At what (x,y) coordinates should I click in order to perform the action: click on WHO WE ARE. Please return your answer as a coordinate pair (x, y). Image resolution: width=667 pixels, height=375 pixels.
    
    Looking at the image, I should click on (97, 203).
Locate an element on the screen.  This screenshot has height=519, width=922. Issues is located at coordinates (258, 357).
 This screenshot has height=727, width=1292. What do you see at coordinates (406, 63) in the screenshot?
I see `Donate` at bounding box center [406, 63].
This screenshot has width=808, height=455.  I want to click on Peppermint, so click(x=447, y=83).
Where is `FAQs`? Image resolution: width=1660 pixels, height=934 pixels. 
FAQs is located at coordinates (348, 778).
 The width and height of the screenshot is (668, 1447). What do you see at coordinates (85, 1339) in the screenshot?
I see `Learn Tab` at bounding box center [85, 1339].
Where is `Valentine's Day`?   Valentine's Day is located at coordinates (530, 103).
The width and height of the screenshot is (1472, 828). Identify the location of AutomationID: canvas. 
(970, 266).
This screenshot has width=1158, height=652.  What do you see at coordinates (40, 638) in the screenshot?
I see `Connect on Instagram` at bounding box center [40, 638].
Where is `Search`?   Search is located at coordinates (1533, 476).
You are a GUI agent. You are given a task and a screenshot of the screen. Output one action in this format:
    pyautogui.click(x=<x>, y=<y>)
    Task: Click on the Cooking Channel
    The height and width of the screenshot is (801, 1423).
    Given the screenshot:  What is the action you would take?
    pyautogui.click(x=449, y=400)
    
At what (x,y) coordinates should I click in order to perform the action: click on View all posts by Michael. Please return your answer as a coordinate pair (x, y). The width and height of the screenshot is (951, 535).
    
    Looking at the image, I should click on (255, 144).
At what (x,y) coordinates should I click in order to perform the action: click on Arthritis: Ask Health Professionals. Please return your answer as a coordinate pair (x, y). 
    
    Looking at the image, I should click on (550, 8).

##############################

**Prompt**
What you return must match the data line for line.

**Solution for this task**
At what (x,y) coordinates should I click in order to perform the action: click on WHO WE ARE. Please return your answer as a coordinate pair (x, y). Image resolution: width=667 pixels, height=375 pixels.
    
    Looking at the image, I should click on (97, 203).
Locate an element on the screen.  This screenshot has height=519, width=922. Issues is located at coordinates (258, 357).
 This screenshot has height=727, width=1292. What do you see at coordinates (406, 63) in the screenshot?
I see `Donate` at bounding box center [406, 63].
This screenshot has width=808, height=455.  I want to click on Peppermint, so click(x=447, y=83).
Where is `FAQs`? Image resolution: width=1660 pixels, height=934 pixels. 
FAQs is located at coordinates (348, 778).
 The width and height of the screenshot is (668, 1447). What do you see at coordinates (85, 1339) in the screenshot?
I see `Learn Tab` at bounding box center [85, 1339].
Where is `Valentine's Day`?   Valentine's Day is located at coordinates (530, 103).
The width and height of the screenshot is (1472, 828). Identify the location of AutomationID: canvas. 
(970, 266).
This screenshot has width=1158, height=652.  What do you see at coordinates (40, 638) in the screenshot?
I see `Connect on Instagram` at bounding box center [40, 638].
Where is `Search`?   Search is located at coordinates (1533, 476).
You are a GUI agent. You are given a task and a screenshot of the screen. Output one action in this format:
    pyautogui.click(x=<x>, y=<y>)
    Task: Click on the Cooking Channel
    The height and width of the screenshot is (801, 1423).
    Given the screenshot:  What is the action you would take?
    pyautogui.click(x=449, y=400)
    
At what (x,y) coordinates should I click in order to perform the action: click on View all posts by Michael. Please return your answer as a coordinate pair (x, y). The width and height of the screenshot is (951, 535).
    
    Looking at the image, I should click on (255, 144).
At what (x,y) coordinates should I click in order to perform the action: click on Arthritis: Ask Health Professionals. Please return your answer as a coordinate pair (x, y). 
    
    Looking at the image, I should click on (550, 8).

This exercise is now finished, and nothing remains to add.